Most Viewed Stories
Most Commented Stories
No matches found.Save & Share this Article
Destin Library gets a mainstream following with indie film fest
A Christian taxi driver and a Muslim passenger scour the rubble of a bombed-out Lebanese town to find the woman’s son.
A Norwegian man becomes a celebrity after his video diary gets shown on national television.
Amazonian tribesmen, Mongolian sheepherders and desert nomads all struggle to find a television so they can catch the World Cup soccer final.
Welcome to the world of Destin Library’s Independent Film Festival, a four-year-old monthly screening of American and foreign films. The next film, the Belgian drama, “Ben X,” is scheduled for Tuesday.
The DVDs come from a subscription service that allows one public showing in the library’s Calhoun Room before the movies go into the library’s video collection. The festival is the brain child of Julia Vijacka, the president of the Friends of the Library.
When the series began, Vijacka told The Log that she’d been a film student back in the Czech Republic, so the idea appealed to her: “I lived in Key West for two years. They have the movie night down there, that gave me the idea ... I’m a foreigner, so I like to bring anything foreign to the American people.”
The first film, “Buddy,” told the story of a 20-something Norwegian whose video diaries bring him instant fame when they’re turned into a TV show, much to the horror of his friends when they discover their secrets are aired in prime-time.
The October movie night featured a Czech film, “The Country Teacher,” about a gay Prague teacher who leaves town for a country school where he develops a friendship with his landlady and a romantic interest in her son.
Before the movie showed, Vijacka told The Log that a typical movie night saw about 10 people attend, though it’s ranged anywhere from 15 to as few as seven on a slow night. Vijacka said she intended to eventually organize things enough to send people a reminder e-mail.
The audience for “The Country Teacher” included first-timers David and Susan Boyer, vacationers from Indianapolis who’d said they’d read about the showing online.
“I’ve been a member of the Friends for a couple of years,” Destin resident Gail Ferguson told The Log. “I just decided I should come check it out.”
Destin resident Betty Kenyon said attending “The Country Teacher” was “setting a record — two movies in one day.”
Kenyon said she attends the festival regularly; having lived in so many different countries, she finds the foreign films interesting.
“It was different,” she said after the film concluded.
“It wasn’t the best movie I’ve ever seen,” David Boyer said, but he added that he and his wife would be back in November.
Want to go? Here’s the schedule for the rest of the year:
•Nov. 17, 7 p.m.: “Ben X,” a Belgian film about an autistic boy retreating into a fantasy world as the result of constant bullying.
•Dec. 15, 7 p.m.: “The Drummer,” a Chinese film about a criminal’s son who gains control of his anger by immersing himself in the mystical world of Zen drumming.
Both movies will be shown in the Calhoun Room at Destin Library. Admission is free. Past films are available for checkout in the DVD section.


*Exercise requirements*: The records that follow are to be transcribed in full, without their images.

*Stored data*:
Start of Block
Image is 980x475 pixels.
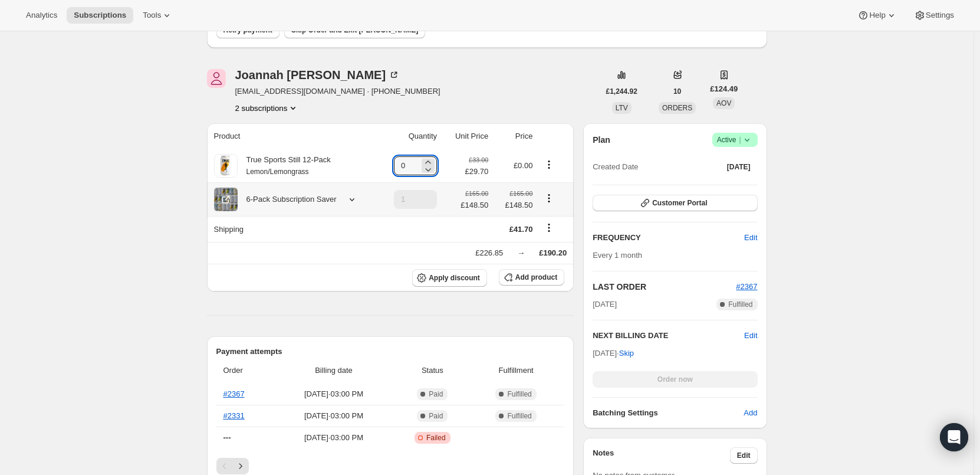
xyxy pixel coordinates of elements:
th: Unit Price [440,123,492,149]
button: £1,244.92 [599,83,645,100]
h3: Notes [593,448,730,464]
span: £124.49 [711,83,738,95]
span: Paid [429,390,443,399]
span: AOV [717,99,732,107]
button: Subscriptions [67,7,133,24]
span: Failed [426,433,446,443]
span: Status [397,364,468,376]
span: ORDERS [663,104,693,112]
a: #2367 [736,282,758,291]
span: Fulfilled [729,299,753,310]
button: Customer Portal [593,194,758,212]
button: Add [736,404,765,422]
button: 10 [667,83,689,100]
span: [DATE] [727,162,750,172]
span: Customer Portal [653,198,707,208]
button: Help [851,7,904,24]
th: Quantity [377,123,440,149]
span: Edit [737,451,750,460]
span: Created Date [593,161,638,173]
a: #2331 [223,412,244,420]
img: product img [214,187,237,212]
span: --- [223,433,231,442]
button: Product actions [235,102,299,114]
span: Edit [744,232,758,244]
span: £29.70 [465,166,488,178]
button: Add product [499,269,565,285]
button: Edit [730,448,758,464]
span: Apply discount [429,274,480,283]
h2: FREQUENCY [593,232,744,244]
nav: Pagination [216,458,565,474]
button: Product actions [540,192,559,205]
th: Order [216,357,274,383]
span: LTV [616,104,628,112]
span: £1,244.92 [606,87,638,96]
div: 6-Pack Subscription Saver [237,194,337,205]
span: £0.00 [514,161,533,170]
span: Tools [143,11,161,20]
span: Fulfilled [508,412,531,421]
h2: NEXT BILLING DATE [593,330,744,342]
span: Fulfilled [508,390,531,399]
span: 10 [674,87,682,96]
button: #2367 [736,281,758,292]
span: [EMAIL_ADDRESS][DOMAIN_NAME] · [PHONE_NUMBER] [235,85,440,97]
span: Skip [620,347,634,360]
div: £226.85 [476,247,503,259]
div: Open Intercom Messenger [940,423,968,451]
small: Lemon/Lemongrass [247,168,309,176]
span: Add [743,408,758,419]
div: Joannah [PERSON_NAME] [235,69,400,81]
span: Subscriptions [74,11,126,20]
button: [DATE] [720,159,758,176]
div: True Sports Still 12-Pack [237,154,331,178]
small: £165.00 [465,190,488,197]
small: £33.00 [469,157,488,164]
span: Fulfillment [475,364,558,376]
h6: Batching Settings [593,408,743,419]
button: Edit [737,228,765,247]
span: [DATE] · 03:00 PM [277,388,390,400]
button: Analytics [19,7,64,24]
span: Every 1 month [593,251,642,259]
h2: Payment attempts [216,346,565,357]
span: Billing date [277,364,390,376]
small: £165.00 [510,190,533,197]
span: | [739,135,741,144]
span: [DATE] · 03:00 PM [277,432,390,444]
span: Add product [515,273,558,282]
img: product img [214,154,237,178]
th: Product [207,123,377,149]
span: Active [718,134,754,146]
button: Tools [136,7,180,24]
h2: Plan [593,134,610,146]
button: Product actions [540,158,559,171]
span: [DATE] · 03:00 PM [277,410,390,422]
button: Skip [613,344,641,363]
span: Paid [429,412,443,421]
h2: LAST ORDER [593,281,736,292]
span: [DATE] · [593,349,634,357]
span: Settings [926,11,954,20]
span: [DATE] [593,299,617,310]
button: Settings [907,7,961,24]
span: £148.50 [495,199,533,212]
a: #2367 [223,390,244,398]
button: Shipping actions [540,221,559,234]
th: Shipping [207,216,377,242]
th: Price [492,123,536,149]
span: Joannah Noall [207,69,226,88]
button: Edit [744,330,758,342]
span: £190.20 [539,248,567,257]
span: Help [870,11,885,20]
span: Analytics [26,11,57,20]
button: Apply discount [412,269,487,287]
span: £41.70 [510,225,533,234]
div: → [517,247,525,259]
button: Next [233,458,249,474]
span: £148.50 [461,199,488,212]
End of Block
*Response*:
Image is 980x475 pixels.
xyxy pixel coordinates of elements:
th: Unit Price [440,123,492,149]
button: £1,244.92 [599,83,645,100]
h3: Notes [593,448,730,464]
span: £124.49 [711,83,738,95]
span: Paid [429,390,443,399]
span: AOV [717,99,732,107]
button: Subscriptions [67,7,133,24]
span: Failed [426,433,446,443]
span: Status [397,364,468,376]
span: ORDERS [663,104,693,112]
a: #2367 [736,282,758,291]
span: Fulfilled [729,299,753,310]
button: Customer Portal [593,194,758,212]
button: Add [736,404,765,422]
button: 10 [667,83,689,100]
span: [DATE] [727,162,750,172]
span: Customer Portal [653,198,707,208]
button: Help [851,7,904,24]
th: Quantity [377,123,440,149]
span: Edit [737,451,750,460]
span: Created Date [593,161,638,173]
a: #2331 [223,412,244,420]
img: product img [214,187,237,212]
span: --- [223,433,231,442]
button: Product actions [235,102,299,114]
span: Edit [744,232,758,244]
span: £29.70 [465,166,488,178]
button: Add product [499,269,565,285]
button: Edit [730,448,758,464]
span: Apply discount [429,274,480,283]
h2: FREQUENCY [593,232,744,244]
nav: Pagination [216,458,565,474]
button: Product actions [540,192,559,205]
th: Order [216,357,274,383]
span: LTV [616,104,628,112]
span: £1,244.92 [606,87,638,96]
div: 6-Pack Subscription Saver [237,194,337,205]
span: £0.00 [514,161,533,170]
span: Tools [143,11,161,20]
span: Fulfilled [508,412,531,421]
h2: NEXT BILLING DATE [593,330,744,342]
span: Fulfilled [508,390,531,399]
span: 10 [674,87,682,96]
button: #2367 [736,281,758,292]
span: [EMAIL_ADDRESS][DOMAIN_NAME] · [PHONE_NUMBER] [235,85,440,97]
span: Skip [620,347,634,360]
div: £226.85 [476,247,503,259]
div: Open Intercom Messenger [940,423,968,451]
small: Lemon/Lemongrass [247,168,309,176]
span: Add [743,408,758,419]
div: Joannah [PERSON_NAME] [235,69,400,81]
span: Subscriptions [74,11,126,20]
button: [DATE] [720,159,758,176]
div: True Sports Still 12-Pack [237,154,331,178]
small: £165.00 [465,190,488,197]
small: £33.00 [469,157,488,164]
span: Fulfillment [475,364,558,376]
h6: Batching Settings [593,408,743,419]
button: Edit [737,228,765,247]
span: [DATE] · 03:00 PM [277,388,390,400]
button: Analytics [19,7,64,24]
span: Every 1 month [593,251,642,259]
h2: Payment attempts [216,346,565,357]
span: Billing date [277,364,390,376]
small: £165.00 [510,190,533,197]
span: | [739,135,741,144]
span: [DATE] · 03:00 PM [277,432,390,444]
span: Add product [515,273,558,282]
img: product img [214,154,237,178]
th: Product [207,123,377,149]
span: Active [718,134,754,146]
button: Tools [136,7,180,24]
h2: Plan [593,134,610,146]
button: Product actions [540,158,559,171]
span: [DATE] · 03:00 PM [277,410,390,422]
button: Skip [613,344,641,363]
span: Paid [429,412,443,421]
h2: LAST ORDER [593,281,736,292]
span: [DATE] · [593,349,634,357]
span: Settings [926,11,954,20]
span: [DATE] [593,299,617,310]
button: Settings [907,7,961,24]
span: £148.50 [495,199,533,212]
a: #2367 [223,390,244,398]
button: Shipping actions [540,221,559,234]
th: Shipping [207,216,377,242]
th: Price [492,123,536,149]
span: Joannah Noall [207,69,226,88]
button: Edit [744,330,758,342]
span: £190.20 [539,248,567,257]
span: Help [870,11,885,20]
span: Analytics [26,11,57,20]
button: Apply discount [412,269,487,287]
span: £41.70 [510,225,533,234]
div: → [517,247,525,259]
button: Next [233,458,249,474]
span: £148.50 [461,199,488,212]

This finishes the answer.